You have to go back to 2004 for the last time emerging-market stocks racked up a longer series of monthly gains. And bulls say the good times should keep going.

Mark Mobius of Templeton Emerging Markets Group, Alejo Czerwonko at UBS Wealth Management and a host of money managers from Standard Life to Lazard Asset Management are finding reasons to buy. Although valuations are climbing, optimists say corporate earnings will improve as economic growth rebounds, supporting another leg-up for equities.

“Emerging-market stocks are still extremely attractive,” said Brian Wolahan, a senior portfolio manager at Acadian Asset Management in Boston, whose fund for developing-nation stocks topped 92 percent of peers over the past year. He cites price-to-earnings ratios at a discount of more than 20 percent to developed markets, far below the 10-year average.
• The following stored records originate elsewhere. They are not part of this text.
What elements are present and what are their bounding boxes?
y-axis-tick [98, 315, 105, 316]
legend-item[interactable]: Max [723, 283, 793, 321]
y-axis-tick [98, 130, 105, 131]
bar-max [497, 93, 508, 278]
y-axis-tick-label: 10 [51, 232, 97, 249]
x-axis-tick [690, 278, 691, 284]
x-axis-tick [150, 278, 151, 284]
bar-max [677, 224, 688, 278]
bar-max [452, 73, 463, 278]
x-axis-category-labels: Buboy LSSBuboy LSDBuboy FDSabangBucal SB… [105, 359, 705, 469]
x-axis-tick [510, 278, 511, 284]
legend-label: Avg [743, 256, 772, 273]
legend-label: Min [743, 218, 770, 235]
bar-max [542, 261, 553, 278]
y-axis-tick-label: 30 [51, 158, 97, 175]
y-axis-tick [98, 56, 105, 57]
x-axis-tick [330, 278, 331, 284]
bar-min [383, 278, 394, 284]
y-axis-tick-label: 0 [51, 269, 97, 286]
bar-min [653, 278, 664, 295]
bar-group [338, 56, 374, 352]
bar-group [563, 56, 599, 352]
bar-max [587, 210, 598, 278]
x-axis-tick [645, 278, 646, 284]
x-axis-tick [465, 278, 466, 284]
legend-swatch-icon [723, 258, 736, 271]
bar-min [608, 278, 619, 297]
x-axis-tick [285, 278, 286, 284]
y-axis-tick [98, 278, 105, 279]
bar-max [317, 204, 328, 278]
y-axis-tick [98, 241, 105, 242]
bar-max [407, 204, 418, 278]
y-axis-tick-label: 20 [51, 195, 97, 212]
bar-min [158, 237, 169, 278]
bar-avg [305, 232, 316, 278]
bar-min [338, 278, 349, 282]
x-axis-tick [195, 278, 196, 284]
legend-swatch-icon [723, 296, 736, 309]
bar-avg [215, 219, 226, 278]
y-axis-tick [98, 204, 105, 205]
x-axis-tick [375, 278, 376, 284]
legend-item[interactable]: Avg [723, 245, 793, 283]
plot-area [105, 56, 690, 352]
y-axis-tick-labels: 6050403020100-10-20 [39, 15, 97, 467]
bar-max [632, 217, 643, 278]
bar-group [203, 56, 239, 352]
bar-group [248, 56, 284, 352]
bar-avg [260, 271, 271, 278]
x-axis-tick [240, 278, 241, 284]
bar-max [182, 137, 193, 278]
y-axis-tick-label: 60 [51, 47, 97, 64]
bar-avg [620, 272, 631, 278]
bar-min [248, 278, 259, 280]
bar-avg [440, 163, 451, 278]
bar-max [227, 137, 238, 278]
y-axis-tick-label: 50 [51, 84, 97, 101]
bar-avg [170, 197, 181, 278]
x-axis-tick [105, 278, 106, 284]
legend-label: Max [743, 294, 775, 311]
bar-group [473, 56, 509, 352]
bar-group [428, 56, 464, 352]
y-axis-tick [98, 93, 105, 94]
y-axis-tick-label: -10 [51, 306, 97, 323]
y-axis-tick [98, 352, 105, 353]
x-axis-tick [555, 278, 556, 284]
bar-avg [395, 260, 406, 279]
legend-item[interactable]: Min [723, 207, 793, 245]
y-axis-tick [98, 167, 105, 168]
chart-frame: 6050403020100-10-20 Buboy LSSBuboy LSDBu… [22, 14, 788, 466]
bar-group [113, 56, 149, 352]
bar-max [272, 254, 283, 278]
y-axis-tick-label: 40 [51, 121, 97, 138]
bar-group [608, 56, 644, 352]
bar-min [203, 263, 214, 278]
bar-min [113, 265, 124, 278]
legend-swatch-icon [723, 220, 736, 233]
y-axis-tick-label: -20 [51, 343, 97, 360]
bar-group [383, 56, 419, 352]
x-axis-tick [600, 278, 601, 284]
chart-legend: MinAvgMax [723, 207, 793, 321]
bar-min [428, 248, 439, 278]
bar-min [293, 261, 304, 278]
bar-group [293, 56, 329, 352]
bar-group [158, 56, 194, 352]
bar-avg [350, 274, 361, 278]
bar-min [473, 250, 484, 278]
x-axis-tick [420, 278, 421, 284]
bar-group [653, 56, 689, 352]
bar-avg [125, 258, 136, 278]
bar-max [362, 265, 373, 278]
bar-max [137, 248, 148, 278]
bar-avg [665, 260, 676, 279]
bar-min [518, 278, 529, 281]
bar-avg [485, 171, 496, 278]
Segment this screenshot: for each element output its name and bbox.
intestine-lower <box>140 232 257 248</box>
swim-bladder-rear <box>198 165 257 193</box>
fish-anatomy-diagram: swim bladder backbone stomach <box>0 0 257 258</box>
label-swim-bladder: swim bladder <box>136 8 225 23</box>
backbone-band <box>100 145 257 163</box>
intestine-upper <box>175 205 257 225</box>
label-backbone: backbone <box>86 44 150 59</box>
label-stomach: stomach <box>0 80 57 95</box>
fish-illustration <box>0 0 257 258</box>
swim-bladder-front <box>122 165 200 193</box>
Stocks and currencies from developing nations are poised for their best year since 2009 as a drop in volatility with a relatively benign political and economic backdrop encourage bets on emerging markets. While Wall Street veterans from Jeff Gundlach to Ray Dalio have warned risky assets are overvalued, others are finding reasons to stay bullish as the benchmark index notches its eighth straight monthly advance and a 26 percent gain this year. The MSCI emerging markets stock gauge rose 0.3 percent as of 9 a.m. in New York.

Here’s what money managers had to say about the rally:

Czerwonko, an emerging-market strategist at UBS Wealth Management

"The strong year-to-date performance is justified as earnings have picked up 16 percent in U.S. dollar terms during the same period" The firm is overweight stocks in China, Indonesia, Thailand, Turkey and Russia Underweight in Taiwan, Malaysia, the Philippines and South Africa Main risks for the outlook are central banks becoming more hawkish, fresh geopolitical concerns and renewed fears on the sustainability of China’s growth outlook “The solid global and EM macro backdrop and our expectation for 3 percent - 5 percent earnings growth in the next six months should support further upside for the asset class.”

Mark Vincent, money manager at Standard Life Investments

Says emerging-market stocks attractive as earnings rise, profit margins recover, consumer demand increases while inflation is under control and the dollar is weak Likes Russian and Korean stocks; also favors Brazilian banks and Chinese Internet-related companies “We have been less bearish than consensus in China.” Standard Life Investment Co - Global Emerging Markets Equity Income Fund has beaten 88 percent of its peers in the past year.